Phill Niblock
Phill Niblock
Slowly evolving ultra-subtle harmonics and multi-tracked, otherworldly drones that only reveal their true power at high volume.
Arika have been creating events since 2001. The Archive is space to share the documentation of our work, over 600 events from the past 20 years. Browse the archive by event, artists and collections, explore using theme pairs, or use the index for a comprehensive overview.
Slowly evolving ultra-subtle harmonics and multi-tracked, otherworldly drones that only reveal their true power at high volume.
Ubuntu Women Shelter, National Ugly Mugs and the Sex Workers Union warmly invite you to a generative conversation (and Q&A) about the needs and rights of migrant sex workers in Scotland.
Simple maths and stringent scored instructions move precise frequencies and clicks to create a dense, fluctuating environment of standing waves and physical sound.
Out of a dark haze, shafts of lights are picked out from the surface of film. Out of the black silence, noise, audible scratches bloom into a bright drone of broken and cracked objects.
The first of two workshops that highlight correspondence as a way of working. Somewhere between song, speech, and logistical arrangement, these workshops invite participants to consider care as infrastructure.
A trio of Tamio’s screaming and immovable slabs of sound; Mico’s dance/ performance/ piano; Fritz’s absurd, flailing percussion/ voice.
Inhabiting a different kind of energy, Ueinzz’s open rehearsals reveal a glimpse into their ongoing daily theatrical modes of caring – multiplying the ways in which their plays are meant to be felt, rather than understood.
The Echo project is an installation as audio guide for a crowd. And at the same time it’s a private conversation: with you, as one of 20 people in a room, a sort of public intimacy.
Sachiko M and Ami Yoshida, two of the most prominent members of the Onkyo movement, place much more emphasis on sound texture than on musical structure, distilling elements of techno, noise, and electronic music into a unique hybrid.
A poet, playwright and activist, Sanchez emerged as a seminal figure in the 1960s Black Arts Movement, writing in the name of black culture, civil rights and women’s liberation.
Guitar solo where inscrutable, minute electric sounds are excavated by palms that smother and strangle, that wring sound from the fretboard, from behind the bridge.
For this day-long festival, sex workers and their allies from New York, the tri-state area, and Europe will gather at MoMA PS1 to debate, perform, dance, strategize & share knowledge.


> What is expected
Count the lines in the listing below that contain the word "annotation" and report that number alone.

> Extracted entries

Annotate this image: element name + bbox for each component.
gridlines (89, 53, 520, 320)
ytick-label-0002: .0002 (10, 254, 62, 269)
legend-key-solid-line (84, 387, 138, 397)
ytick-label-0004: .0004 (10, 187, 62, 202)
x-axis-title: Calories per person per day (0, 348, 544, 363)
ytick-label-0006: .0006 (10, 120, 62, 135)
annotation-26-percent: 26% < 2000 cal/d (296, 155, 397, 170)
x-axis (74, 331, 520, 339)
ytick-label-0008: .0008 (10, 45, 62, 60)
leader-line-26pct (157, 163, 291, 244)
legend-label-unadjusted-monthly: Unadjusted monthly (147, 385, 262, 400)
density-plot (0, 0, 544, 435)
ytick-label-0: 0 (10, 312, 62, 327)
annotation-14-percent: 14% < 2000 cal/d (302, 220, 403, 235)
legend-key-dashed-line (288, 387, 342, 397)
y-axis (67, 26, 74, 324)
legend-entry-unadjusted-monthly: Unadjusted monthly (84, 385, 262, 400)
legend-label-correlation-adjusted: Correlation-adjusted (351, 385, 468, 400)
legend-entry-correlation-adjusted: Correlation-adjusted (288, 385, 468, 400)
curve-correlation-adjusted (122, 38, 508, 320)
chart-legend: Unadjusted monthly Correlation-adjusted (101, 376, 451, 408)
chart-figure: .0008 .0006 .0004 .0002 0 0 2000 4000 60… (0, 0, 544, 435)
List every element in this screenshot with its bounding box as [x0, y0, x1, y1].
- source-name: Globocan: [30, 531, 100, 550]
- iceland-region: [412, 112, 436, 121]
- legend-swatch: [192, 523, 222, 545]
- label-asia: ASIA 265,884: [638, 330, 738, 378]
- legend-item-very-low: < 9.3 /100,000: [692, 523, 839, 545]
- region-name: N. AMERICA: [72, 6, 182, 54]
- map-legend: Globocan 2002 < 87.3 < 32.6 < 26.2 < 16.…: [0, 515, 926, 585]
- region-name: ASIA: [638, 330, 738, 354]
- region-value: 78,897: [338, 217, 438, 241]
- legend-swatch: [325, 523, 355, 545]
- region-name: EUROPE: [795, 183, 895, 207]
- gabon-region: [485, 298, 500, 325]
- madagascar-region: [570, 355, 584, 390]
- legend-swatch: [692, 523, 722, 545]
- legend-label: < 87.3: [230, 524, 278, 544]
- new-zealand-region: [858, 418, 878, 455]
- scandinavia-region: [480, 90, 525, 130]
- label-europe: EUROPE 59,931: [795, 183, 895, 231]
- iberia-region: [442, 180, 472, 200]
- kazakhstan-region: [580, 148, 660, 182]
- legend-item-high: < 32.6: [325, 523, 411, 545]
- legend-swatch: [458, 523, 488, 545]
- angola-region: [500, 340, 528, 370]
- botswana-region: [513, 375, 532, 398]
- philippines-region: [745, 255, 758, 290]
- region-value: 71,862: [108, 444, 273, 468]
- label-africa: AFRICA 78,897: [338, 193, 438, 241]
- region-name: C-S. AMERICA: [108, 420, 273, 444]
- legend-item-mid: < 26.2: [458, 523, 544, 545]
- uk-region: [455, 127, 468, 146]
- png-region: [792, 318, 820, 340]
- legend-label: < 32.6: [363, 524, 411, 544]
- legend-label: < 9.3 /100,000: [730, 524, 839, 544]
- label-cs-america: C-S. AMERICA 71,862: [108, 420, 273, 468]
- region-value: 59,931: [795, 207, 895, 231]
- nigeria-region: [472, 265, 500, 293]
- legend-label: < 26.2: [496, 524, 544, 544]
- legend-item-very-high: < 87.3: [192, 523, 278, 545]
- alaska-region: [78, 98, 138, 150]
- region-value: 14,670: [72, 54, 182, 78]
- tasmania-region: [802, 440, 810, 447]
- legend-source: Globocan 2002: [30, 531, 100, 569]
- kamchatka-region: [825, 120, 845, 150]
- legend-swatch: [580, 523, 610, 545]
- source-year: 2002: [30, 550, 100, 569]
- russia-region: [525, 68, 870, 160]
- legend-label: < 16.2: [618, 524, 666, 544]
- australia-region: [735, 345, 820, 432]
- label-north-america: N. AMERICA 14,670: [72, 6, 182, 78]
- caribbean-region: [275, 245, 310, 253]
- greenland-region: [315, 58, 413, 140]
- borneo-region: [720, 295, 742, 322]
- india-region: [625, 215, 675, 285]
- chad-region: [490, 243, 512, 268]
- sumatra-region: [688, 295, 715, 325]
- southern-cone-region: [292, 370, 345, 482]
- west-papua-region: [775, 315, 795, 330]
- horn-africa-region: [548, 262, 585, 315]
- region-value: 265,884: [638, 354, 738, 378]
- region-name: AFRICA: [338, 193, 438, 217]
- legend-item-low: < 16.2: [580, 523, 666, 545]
---
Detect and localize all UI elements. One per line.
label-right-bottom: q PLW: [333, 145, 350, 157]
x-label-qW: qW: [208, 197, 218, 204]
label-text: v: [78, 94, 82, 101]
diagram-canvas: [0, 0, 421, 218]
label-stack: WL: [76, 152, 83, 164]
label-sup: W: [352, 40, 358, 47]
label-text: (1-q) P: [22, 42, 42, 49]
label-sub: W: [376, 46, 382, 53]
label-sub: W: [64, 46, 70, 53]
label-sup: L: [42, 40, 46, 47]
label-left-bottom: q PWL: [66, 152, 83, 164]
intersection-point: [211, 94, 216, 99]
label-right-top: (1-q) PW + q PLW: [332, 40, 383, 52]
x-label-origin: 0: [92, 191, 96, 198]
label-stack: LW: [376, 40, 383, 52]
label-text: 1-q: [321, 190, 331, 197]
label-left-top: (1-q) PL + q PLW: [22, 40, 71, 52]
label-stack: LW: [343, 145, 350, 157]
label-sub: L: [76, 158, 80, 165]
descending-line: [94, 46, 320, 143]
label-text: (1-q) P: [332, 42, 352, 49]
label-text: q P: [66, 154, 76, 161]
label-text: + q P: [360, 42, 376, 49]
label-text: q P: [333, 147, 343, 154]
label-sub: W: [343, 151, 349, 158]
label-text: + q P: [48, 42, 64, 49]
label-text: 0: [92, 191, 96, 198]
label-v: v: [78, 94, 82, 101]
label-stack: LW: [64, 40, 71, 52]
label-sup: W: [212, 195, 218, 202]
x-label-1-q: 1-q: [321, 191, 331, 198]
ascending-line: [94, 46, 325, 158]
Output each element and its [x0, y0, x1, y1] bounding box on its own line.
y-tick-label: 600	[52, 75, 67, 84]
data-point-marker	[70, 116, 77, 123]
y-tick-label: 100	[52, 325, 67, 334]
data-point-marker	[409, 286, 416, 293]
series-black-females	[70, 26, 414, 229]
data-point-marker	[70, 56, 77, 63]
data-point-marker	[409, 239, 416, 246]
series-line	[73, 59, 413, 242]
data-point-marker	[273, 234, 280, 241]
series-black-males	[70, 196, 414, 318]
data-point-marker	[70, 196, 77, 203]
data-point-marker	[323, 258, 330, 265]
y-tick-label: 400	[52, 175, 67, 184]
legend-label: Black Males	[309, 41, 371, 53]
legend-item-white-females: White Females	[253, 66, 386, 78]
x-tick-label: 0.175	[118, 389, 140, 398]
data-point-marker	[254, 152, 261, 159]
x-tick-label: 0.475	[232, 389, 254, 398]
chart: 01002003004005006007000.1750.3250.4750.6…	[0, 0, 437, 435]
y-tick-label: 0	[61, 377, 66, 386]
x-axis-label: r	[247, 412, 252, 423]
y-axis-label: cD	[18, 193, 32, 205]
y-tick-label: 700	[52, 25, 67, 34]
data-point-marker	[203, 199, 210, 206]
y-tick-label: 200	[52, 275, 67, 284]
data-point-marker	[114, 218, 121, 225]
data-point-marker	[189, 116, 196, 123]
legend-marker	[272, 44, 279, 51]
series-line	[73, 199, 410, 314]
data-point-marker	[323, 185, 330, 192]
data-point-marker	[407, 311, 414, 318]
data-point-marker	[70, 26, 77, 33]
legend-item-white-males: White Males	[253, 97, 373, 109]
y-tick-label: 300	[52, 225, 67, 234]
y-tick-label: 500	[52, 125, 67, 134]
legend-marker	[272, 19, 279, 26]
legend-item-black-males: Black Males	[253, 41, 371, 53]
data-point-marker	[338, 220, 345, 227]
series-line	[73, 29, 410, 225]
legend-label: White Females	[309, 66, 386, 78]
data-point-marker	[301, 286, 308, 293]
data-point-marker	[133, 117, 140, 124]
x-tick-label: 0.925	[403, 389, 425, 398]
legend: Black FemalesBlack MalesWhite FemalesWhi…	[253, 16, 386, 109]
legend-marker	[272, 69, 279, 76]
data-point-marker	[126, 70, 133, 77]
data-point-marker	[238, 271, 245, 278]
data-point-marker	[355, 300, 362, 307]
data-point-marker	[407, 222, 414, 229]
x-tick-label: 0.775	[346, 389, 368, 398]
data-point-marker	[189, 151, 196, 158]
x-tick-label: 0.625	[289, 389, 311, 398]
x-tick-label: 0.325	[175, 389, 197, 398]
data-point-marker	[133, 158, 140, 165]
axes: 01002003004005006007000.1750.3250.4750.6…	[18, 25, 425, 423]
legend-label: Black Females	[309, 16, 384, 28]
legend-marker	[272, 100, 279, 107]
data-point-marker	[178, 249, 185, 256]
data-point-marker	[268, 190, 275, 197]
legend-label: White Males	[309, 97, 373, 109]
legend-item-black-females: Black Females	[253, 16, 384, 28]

> Response
2